I started reading “The Unaccountability Machine” which is actually quite interesting. I don’t know what I think about the subject matter, but it touches on a lot of things I’ve thought about over the years. It seems to describe a different economic model, not capitalism and not communism, but a systems theory field called “Cybernetics”. For some reason it’s like I asked someone: explain economics to me like I’m a programmer. And now my brain is slowly reworking itself to understand economics like I would understand a program. It feels very unnatural as a human having grown up in this *waves vaguely at the world* but it is the first time I am starting to feel that it makes sense. It’s still completely wrong, of course. I fundamentally disagree with some extremely axiomic parts of capitalism, but I suddenly might not end up with a parse error. https://social.vivaldi.net/@Patricia/112626658364328553
The US had their hand in pretty much every single military dictatorship in Latin America, this included money (remember Iran-Contras?), military training and supplies (everything to equip your friendly military dictatorship) and running disinformation campaigns.
I have been sidetracked into what is a side quest in the book. A strange electronic system set up in Chile under Allende before the dictatorship. I was looking on Wikipedia and found this podcast: https://the-santiago-boys.com/ imagine grafana dashboards and data driven decisions meets socialism and… Star Trek aesthetics.
Also, even if I kind of grew up in this, I hadn’t really thought about it for years. But one of the big things Latin America saw in this period were dictatorships brought about by large international corporations (often backed by the US) that preferred a “strong leader” so that they could extract the country’s resources in peace without being bothered by the pesky people who lived there. Ref the expression Banana Republic.
I guess everyone probably needs to get stuff explained in a way that ties in with the things they already know. I’m sure this probably is a whole field in pedagogy.
As a programmer, it’s funny to read about people believing in their models. It’s a very junior developer thing to do. Senior folks don’t. They do their best and then they observe. And even more interestingly: if they don’t see unintended consequences of significant changes, they become suspicious.
Basically any field where you have acknowledged that the systems you are concerned with are complex and might never be fully understood, but where you still have stuff to do and you work with the knowledge that these systems are adaptive and might have emergent behavior. And that poking in one place might have unknown consequences. Where the primary tools are around monitoring and feedback to detect and diagnose new behaviors. And to manipulate these complex networks of stuff to do the thing you want, all the while knowing that it might very well also do something completely different and probably not desired.
I guess the fundamental difference from modeling is that even though you might try on occasion to reduce things to a formal model and reason about things in that formal model, you don’t really believe in it. You know the real thing is “alive” and that the information that is removed to model whatever process you are concerned with, will contain data that is essential and even more importantly: you know that there is essential data that has been removed that you don’t even know is essential.
I think the people for which Cybernetics will make the most sense are people who work in vulnerability research and exploit development. This systems theory fits very well with a lot of their findings and methodology.
Finished first read, but now I need to reread the beginning. Current impression is that I find the arguments individually interesting. I’m not sure the underlying logical argument they are a part of is logical or if the conclusion is a logical result. But I still found the book very interesting. Especially the first 3/4ths. The basic logical argument he seems to present is that current capitalism has constructed a mechanism that forces managers of publicly traded companies to serve shortterm goals. And that this makes it impossible for companies to adapt sufficiently to accommodate looming crises like climate change. When leadership has to deliver on quarterly numbers they cannot steer according to any other metrics. I think his idea is that if we can somehow break that mechanism then… and this part I’m unclear on and I’m not sure I find it very interesting either. Basically I don’t know how I feel about the broader logical argument, but I found the discussion to get there very interesting.
The more I think about this, the more I need an economist to tell me this isn’t how they actually work and what they actually believe. Because that’s just bananas. First let’s “simplify” a complex system into a formal model and then you reason in it, maybe run some simulations and then… you believe it? And this idea of believing in a “market” as some sort of entity that will not only stabilize into a state, but that that state is somehow “good”, or even “optimal”. That’s bananas. That’s a fucking religion.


Your copy should begin at the line containing "This screenshot has" and end at the last line of the records; transcribe those lines exactly and leave out every picture.
=== RECORDED INFORMATION ===
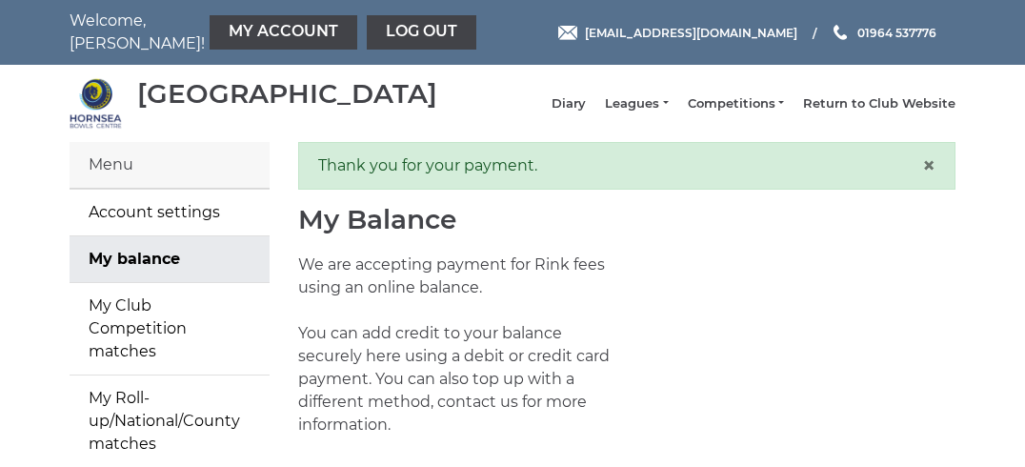  Describe the element at coordinates (840, 32) in the screenshot. I see `img: Phone us` at that location.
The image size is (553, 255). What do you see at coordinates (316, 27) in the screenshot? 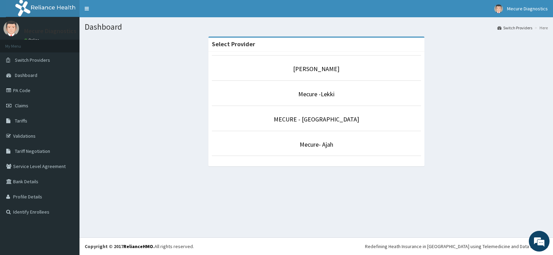
I see `h1: Dashboard` at bounding box center [316, 27].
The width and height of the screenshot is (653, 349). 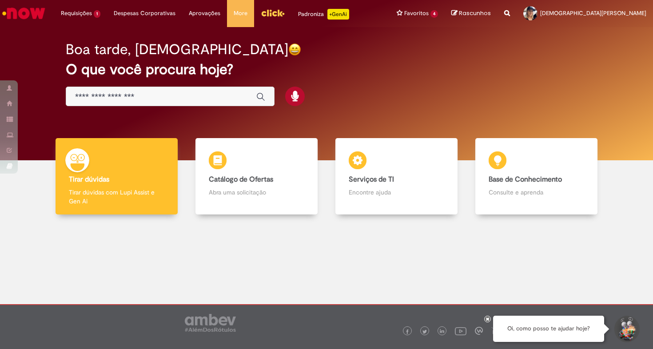 I want to click on b: Tirar dúvidas, so click(x=89, y=179).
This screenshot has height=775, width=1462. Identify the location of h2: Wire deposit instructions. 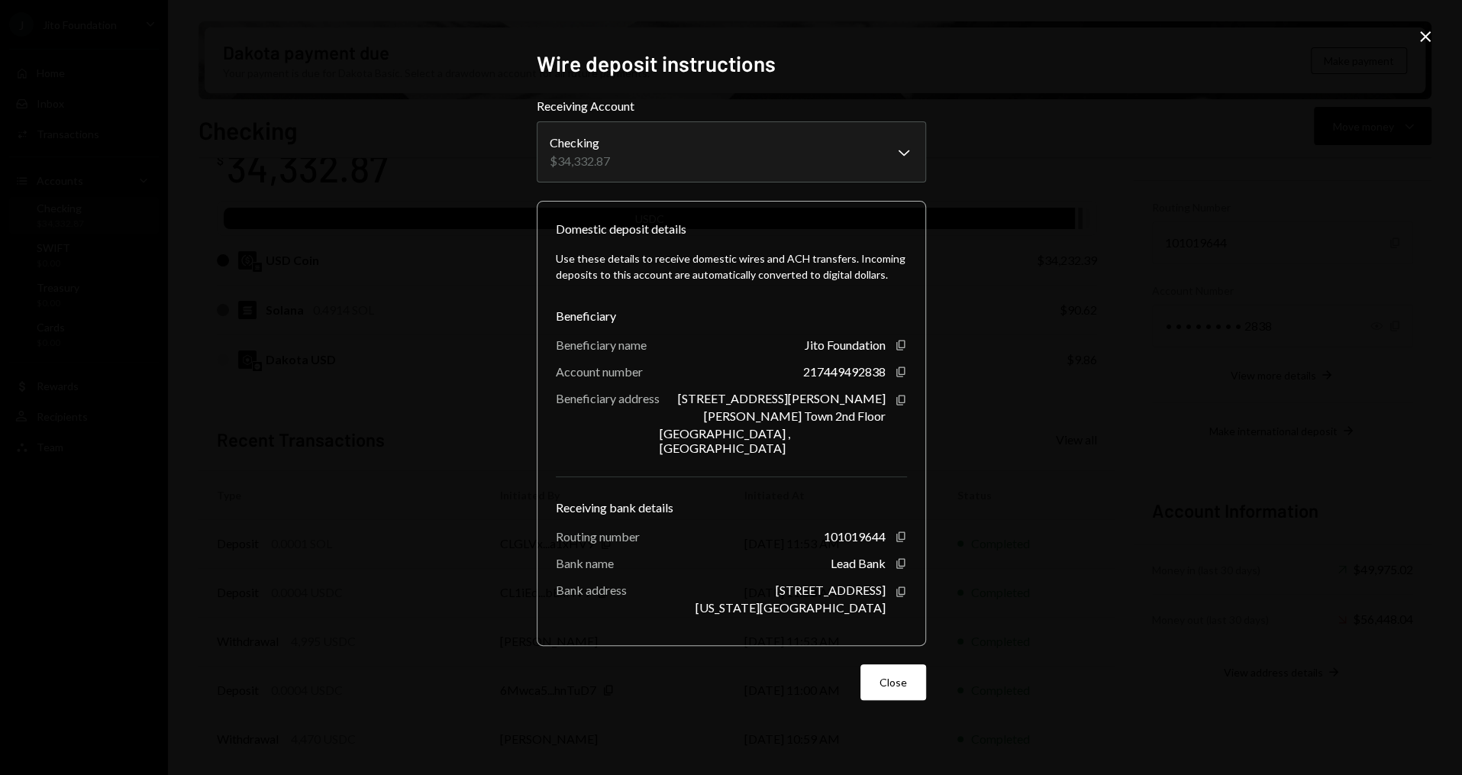
(731, 63).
===
*TASK RESPONSE*.
This screenshot has height=775, width=1462. Identify the location of h2: Wire deposit instructions. 
(731, 63).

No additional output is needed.